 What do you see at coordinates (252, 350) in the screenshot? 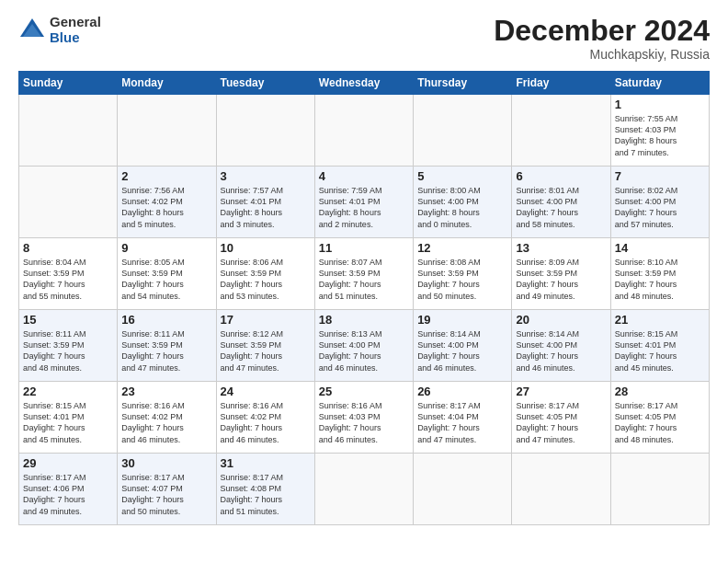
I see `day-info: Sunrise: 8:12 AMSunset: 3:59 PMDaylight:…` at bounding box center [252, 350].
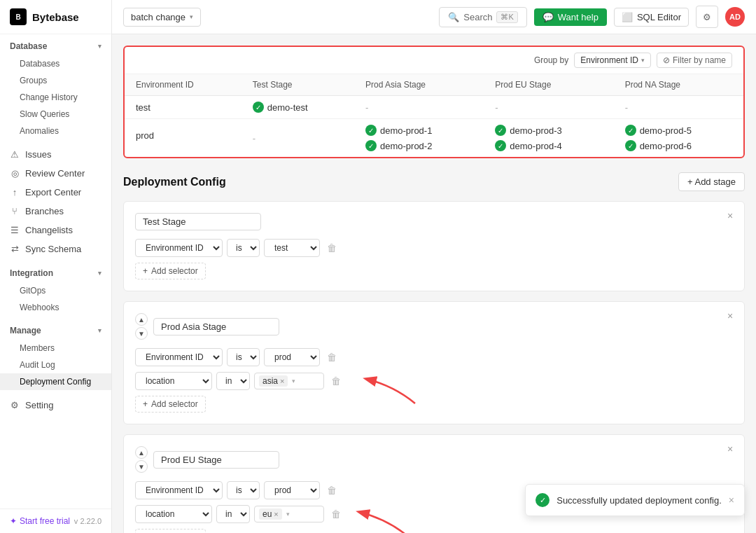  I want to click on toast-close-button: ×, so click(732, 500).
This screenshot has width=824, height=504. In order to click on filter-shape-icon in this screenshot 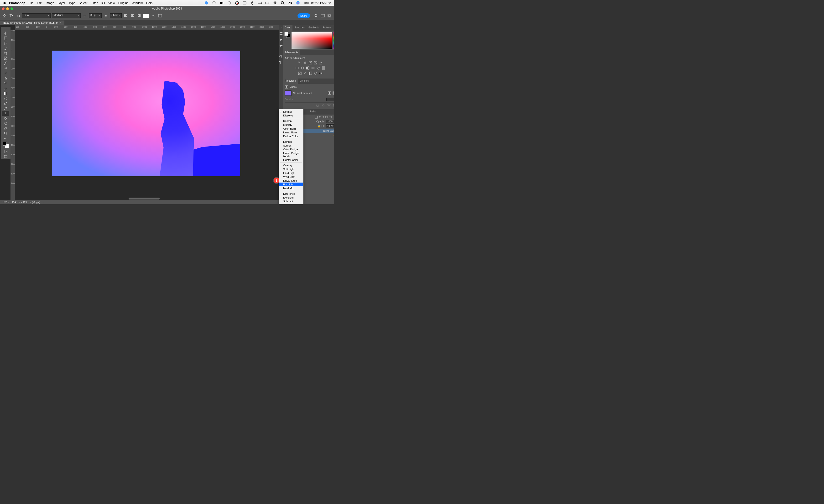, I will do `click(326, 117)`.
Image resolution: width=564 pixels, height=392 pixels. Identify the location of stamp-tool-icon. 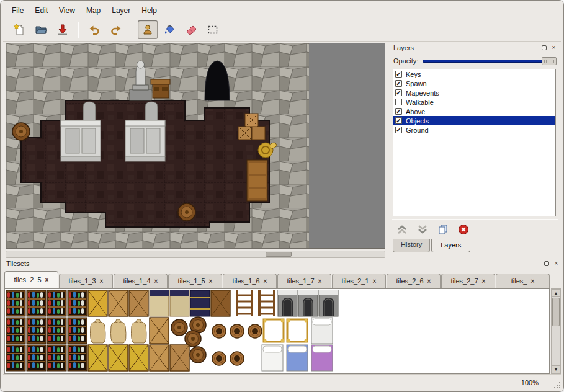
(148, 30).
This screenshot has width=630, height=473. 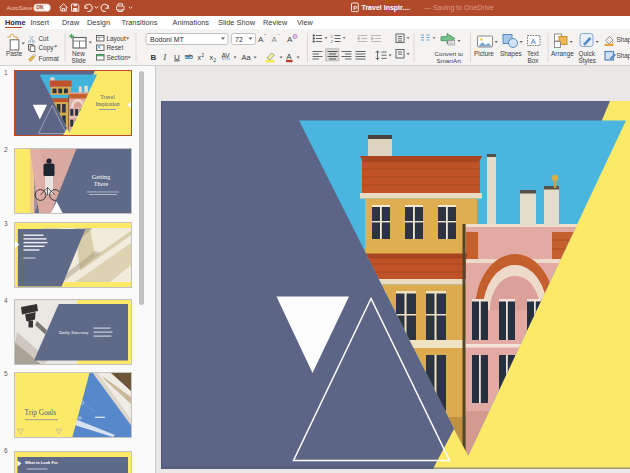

> _WHAT THE TASK ASKS_: Leaving out all pictures, print exactly the lines above from the one containing "Image resolution: width=564" through the last line of the entries.

> _RESPONSE FOR THIS EXERCISE_:
Image resolution: width=564 pixels, height=392 pixels. Identify the location of stamp-tool-icon. 
(148, 30).
This screenshot has width=630, height=473. 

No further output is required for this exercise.